Getting StartedIntroduction & Overview
Turn on a faucet and clean water appears. Flush a toilet and waste disappears. Most people never think about the pipes, vents, valves, and fittings that make that happen until something leaks, clogs, or stops working. Plumbing is the hidden system that keeps homes healthy, safe, and comfortable every single day.
The Plumbing merit badge gives you a look behind the walls. You will learn how water gets into a house, how wastewater leaves, how plumbers use specialized tools, and why good plumbing protects families from contamination, water damage, and disease. This badge mixes science, skilled trades, and hands-on problem solving.

Then and Now
Then
For most of human history, plumbing was simple and often unsafe. People hauled water by hand from wells, springs, or public pumps. Waste sometimes drained into open ditches, pits, or nearby waterways. Cities that grew quickly often suffered outbreaks of diseases such as cholera and typhoid because clean water and sewage were too close together.
Ancient civilizations did build impressive plumbing. The Romans used aqueducts, lead and clay pipes, public baths, and sewers. But even advanced systems were uneven, expensive, and not available to everyone. Modern plumbing only became widespread when cities began investing in safer water treatment, better sewer systems, and plumbing codes that required cleaner, more reliable installations.
Now
Today, plumbing is a health system as much as a convenience system. Water treatment plants clean drinking water before it reaches your home. Inside the house, pipes, shutoff valves, traps, vents, and fixtures work together to deliver water where you need it and carry waste away without letting sewer gases back in.
Modern plumbers also think about efficiency and sustainability. Low-flow fixtures, leak detection, insulated piping, and better materials help save water, reduce energy use, and prevent costly repairs. A well-designed plumbing system is easy to overlook because it quietly does its job every day.
Get Ready!
You do not need to become a licensed plumber to enjoy this badge. Bring curiosity, patience, and a willingness to look closely at how everyday systems work. By the end, you will notice plumbing details in homes, stores, and public buildings that most people walk past without ever seeing.
Kinds of Plumbing
Plumbing is not just one thing. Most building systems combine several different kinds of work.
Water Supply Plumbing
This part of the system brings clean water into a building and sends it to sinks, showers, toilets, dishwashers, water heaters, and outdoor spigots. Water supply lines have to hold pressure, resist leaks, and use safe materials that will not contaminate the water.
Drain, Waste, and Vent Plumbing
Drain, waste, and vent piping is often shortened to DWV. These pipes do not work under pressure like supply lines. Instead, they rely on gravity, proper slope, and venting to carry wastewater away while keeping sewer gases out of the living space.
Fixture and Appliance Plumbing
Fixtures are the parts people actually use: faucets, toilets, sinks, tubs, showers, water fountains, and more. Appliances such as water heaters, washing machines, and dishwashers also connect to the plumbing system. Good fixture work means safe connections, easy maintenance, and reliable shutoff points.
Service and Repair Plumbing
This is the problem-solving side of the trade. Service plumbers clear clogs, replace traps, repair leaks, install new fixtures, diagnose low water pressure, and track down hidden problems. They need both tool skills and detective skills.
Green Plumbing
Modern plumbers also help conserve water and energy. They install efficient fixtures, improve hot-water delivery, reduce leaks, and help homeowners choose materials and layouts that waste less water. Plumbing is one of the trades that directly affects both public health and environmental stewardship.
Now that you know why plumbing matters, start with the basics: how good plumbing protects people, what the rules are, and how to stay safe while doing repairs.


Once the pictures are set aside, reproduce the remaining data exactly.
Source information section start
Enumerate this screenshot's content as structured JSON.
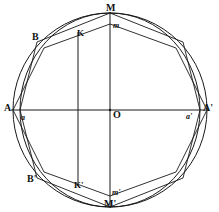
{
  "figure": {
    "background_color": "#ffffff",
    "stroke_color": "#1a1a1a",
    "geometry": {
      "center": {
        "x": 110,
        "y": 110
      },
      "circle_radius_x": 97,
      "circle_radius_y": 97,
      "ellipse_radius_x": 90,
      "ellipse_radius_y": 97,
      "chord_x": 78,
      "chord_top_y": 32,
      "chord_bottom_y": 186
    },
    "labels": [
      {
        "id": "M",
        "text": "M",
        "style": "bold",
        "x": 106,
        "y": 3,
        "desc": "top-vertex-label"
      },
      {
        "id": "m",
        "text": "m",
        "style": "ital",
        "x": 113,
        "y": 22,
        "desc": "top-inner-point-label"
      },
      {
        "id": "B",
        "text": "B",
        "style": "bold",
        "x": 32,
        "y": 32,
        "desc": "upper-left-vertex-label"
      },
      {
        "id": "K",
        "text": "K",
        "style": "plain",
        "x": 77,
        "y": 29,
        "desc": "chord-top-label"
      },
      {
        "id": "A",
        "text": "A",
        "style": "bold",
        "x": 4,
        "y": 103,
        "desc": "left-axis-endpoint-label"
      },
      {
        "id": "a",
        "text": "a",
        "style": "ital",
        "x": 21,
        "y": 114,
        "desc": "left-inner-point-label"
      },
      {
        "id": "O",
        "text": "O",
        "style": "bold",
        "x": 113,
        "y": 110,
        "desc": "center-label"
      },
      {
        "id": "aprime",
        "text": "a'",
        "style": "ital",
        "x": 186,
        "y": 113,
        "desc": "right-inner-point-label"
      },
      {
        "id": "Aprime",
        "text": "A'",
        "style": "bold",
        "x": 203,
        "y": 103,
        "desc": "right-axis-endpoint-label"
      },
      {
        "id": "Bprime",
        "text": "B'",
        "style": "bold",
        "x": 27,
        "y": 174,
        "desc": "lower-left-vertex-label"
      },
      {
        "id": "Kprime",
        "text": "K'",
        "style": "plain",
        "x": 74,
        "y": 181,
        "desc": "chord-bottom-label"
      },
      {
        "id": "mprime",
        "text": "m'",
        "style": "ital",
        "x": 112,
        "y": 189,
        "desc": "bottom-inner-point-label"
      },
      {
        "id": "Mprime",
        "text": "M'",
        "style": "bold",
        "x": 104,
        "y": 199,
        "desc": "bottom-vertex-label"
      }
    ],
    "polygon_vertices": [
      {
        "name": "M",
        "x": 110,
        "y": 13
      },
      {
        "name": "B2",
        "x": 183,
        "y": 42
      },
      {
        "name": "a'",
        "x": 200,
        "y": 110
      },
      {
        "name": "B2p",
        "x": 183,
        "y": 178
      },
      {
        "name": "M'",
        "x": 110,
        "y": 207
      },
      {
        "name": "B'",
        "x": 37,
        "y": 178
      },
      {
        "name": "a",
        "x": 20,
        "y": 110
      },
      {
        "name": "B",
        "x": 37,
        "y": 42
      }
    ],
    "inner_polygon_vertices": [
      {
        "name": "m",
        "x": 110,
        "y": 24
      },
      {
        "name": "c2",
        "x": 176,
        "y": 48
      },
      {
        "name": "A'",
        "x": 207,
        "y": 110
      },
      {
        "name": "c3",
        "x": 176,
        "y": 172
      },
      {
        "name": "m'",
        "x": 110,
        "y": 196
      },
      {
        "name": "c4",
        "x": 44,
        "y": 172
      },
      {
        "name": "A",
        "x": 13,
        "y": 110
      },
      {
        "name": "c1",
        "x": 44,
        "y": 48
      }
    ]
  }
}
Source information section end
▶ Finished exercise
Enumerate this screenshot's content as structured JSON.
{
  "figure": {
    "background_color": "#ffffff",
    "stroke_color": "#1a1a1a",
    "geometry": {
      "center": {
        "x": 110,
        "y": 110
      },
      "circle_radius_x": 97,
      "circle_radius_y": 97,
      "ellipse_radius_x": 90,
      "ellipse_radius_y": 97,
      "chord_x": 78,
      "chord_top_y": 32,
      "chord_bottom_y": 186
    },
    "labels": [
      {
        "id": "M",
        "text": "M",
        "style": "bold",
        "x": 106,
        "y": 3,
        "desc": "top-vertex-label"
      },
      {
        "id": "m",
        "text": "m",
        "style": "ital",
        "x": 113,
        "y": 22,
        "desc": "top-inner-point-label"
      },
      {
        "id": "B",
        "text": "B",
        "style": "bold",
        "x": 32,
        "y": 32,
        "desc": "upper-left-vertex-label"
      },
      {
        "id": "K",
        "text": "K",
        "style": "plain",
        "x": 77,
        "y": 29,
        "desc": "chord-top-label"
      },
      {
        "id": "A",
        "text": "A",
        "style": "bold",
        "x": 4,
        "y": 103,
        "desc": "left-axis-endpoint-label"
      },
      {
        "id": "a",
        "text": "a",
        "style": "ital",
        "x": 21,
        "y": 114,
        "desc": "left-inner-point-label"
      },
      {
        "id": "O",
        "text": "O",
        "style": "bold",
        "x": 113,
        "y": 110,
        "desc": "center-label"
      },
      {
        "id": "aprime",
        "text": "a'",
        "style": "ital",
        "x": 186,
        "y": 113,
        "desc": "right-inner-point-label"
      },
      {
        "id": "Aprime",
        "text": "A'",
        "style": "bold",
        "x": 203,
        "y": 103,
        "desc": "right-axis-endpoint-label"
      },
      {
        "id": "Bprime",
        "text": "B'",
        "style": "bold",
        "x": 27,
        "y": 174,
        "desc": "lower-left-vertex-label"
      },
      {
        "id": "Kprime",
        "text": "K'",
        "style": "plain",
        "x": 74,
        "y": 181,
        "desc": "chord-bottom-label"
      },
      {
        "id": "mprime",
        "text": "m'",
        "style": "ital",
        "x": 112,
        "y": 189,
        "desc": "bottom-inner-point-label"
      },
      {
        "id": "Mprime",
        "text": "M'",
        "style": "bold",
        "x": 104,
        "y": 199,
        "desc": "bottom-vertex-label"
      }
    ],
    "polygon_vertices": [
      {
        "name": "M",
        "x": 110,
        "y": 13
      },
      {
        "name": "B2",
        "x": 183,
        "y": 42
      },
      {
        "name": "a'",
        "x": 200,
        "y": 110
      },
      {
        "name": "B2p",
        "x": 183,
        "y": 178
      },
      {
        "name": "M'",
        "x": 110,
        "y": 207
      },
      {
        "name": "B'",
        "x": 37,
        "y": 178
      },
      {
        "name": "a",
        "x": 20,
        "y": 110
      },
      {
        "name": "B",
        "x": 37,
        "y": 42
      }
    ],
    "inner_polygon_vertices": [
      {
        "name": "m",
        "x": 110,
        "y": 24
      },
      {
        "name": "c2",
        "x": 176,
        "y": 48
      },
      {
        "name": "A'",
        "x": 207,
        "y": 110
      },
      {
        "name": "c3",
        "x": 176,
        "y": 172
      },
      {
        "name": "m'",
        "x": 110,
        "y": 196
      },
      {
        "name": "c4",
        "x": 44,
        "y": 172
      },
      {
        "name": "A",
        "x": 13,
        "y": 110
      },
      {
        "name": "c1",
        "x": 44,
        "y": 48
      }
    ]
  }
}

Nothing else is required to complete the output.